Last season, Arizona Opera mounted the first mariachi opera “Cruzar la Cara de la Luna.”

This week it will stage the first all-Spanish opera commissioned by an American company.

But where “Cruzar” had almost musical theater flourishes, “Florencia en el Amazonas” falls more in line with Western operas.

“This has gorgeous, lush orchestration, and beautiful melodies, and a story that follows more abstract and yet is equally relevant and relatable,” said stage director Joshua Borth. “This opera sounds like Puccini, Debussy and Strauss wrote an opera together.”

“Florencia” tells the story of a group of people, including a famous opera singer, traveling by steamboat on the Amazon River. The singer, Florencia Grimaldi, is going home in hopes of reuniting with the love of her life, who she dreams will be smitten all over again when he sees her perform at their hometown theater.

Intertwined dramas unfold — romances are sparked, relationships exposed, all put into context by the narrator Riolobo (sung by baritone Luis Alejandro Orozco).

“Rialobo can intercede for people and talk to the gods. He’s kind of a guide for all of these people on their spiritual journeys,” Orozco said in explaining how his character straddles the real and mystical worlds. “He’s kind of a guardian angel for them.”

As the boat twists in a storm, the passengers discover their connections.

“This piece for me is about connection, about the fact that we are connected to one another,” Borth said. “We are connected to the natural world in ways that we do not even realize.”

“Florencia” is based on the writings of Colombian novelist Gabriel García Márquez, critically acclaimed for popularizing the magic realism literary style. Márquez inserted magical elements and mystical events into otherwise ordinary situations to paint a different picture of reality.

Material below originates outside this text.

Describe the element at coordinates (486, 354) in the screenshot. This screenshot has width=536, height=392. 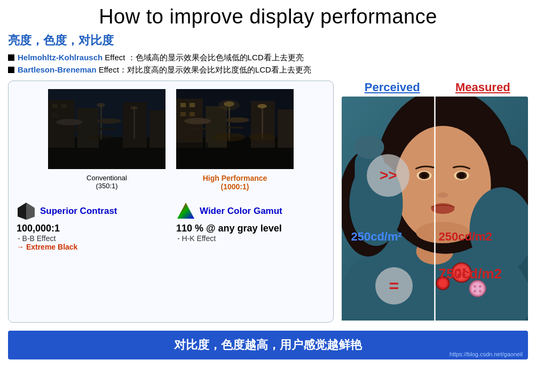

“It really taps into the literary style of Latin America and into, obviously, the Spanish language,” said Bortha, who described Spanish as the ultimate lyrical language.

“Spanish for me, you get the best of both worlds because it is as lyrical as Italian ... but also because there is the Latin fire in the language and the different use of the consonants, you also get the cut and the percussive quality and kind of the visceral nature of German,” he said. “You get all of those colors in the sound that you’re hearing.”

For Orozco, singing in Spanish — one of his two native tongues — is one of the hardest things he does, he said.

“English and Spanish are the two hardest languages to sing in because I bring all my imperfections of speaking it,” said the 31-year-old El Paso, Texas, native who is on the stage throughout the opera. “I find that with this story, language is such a powerful thing.”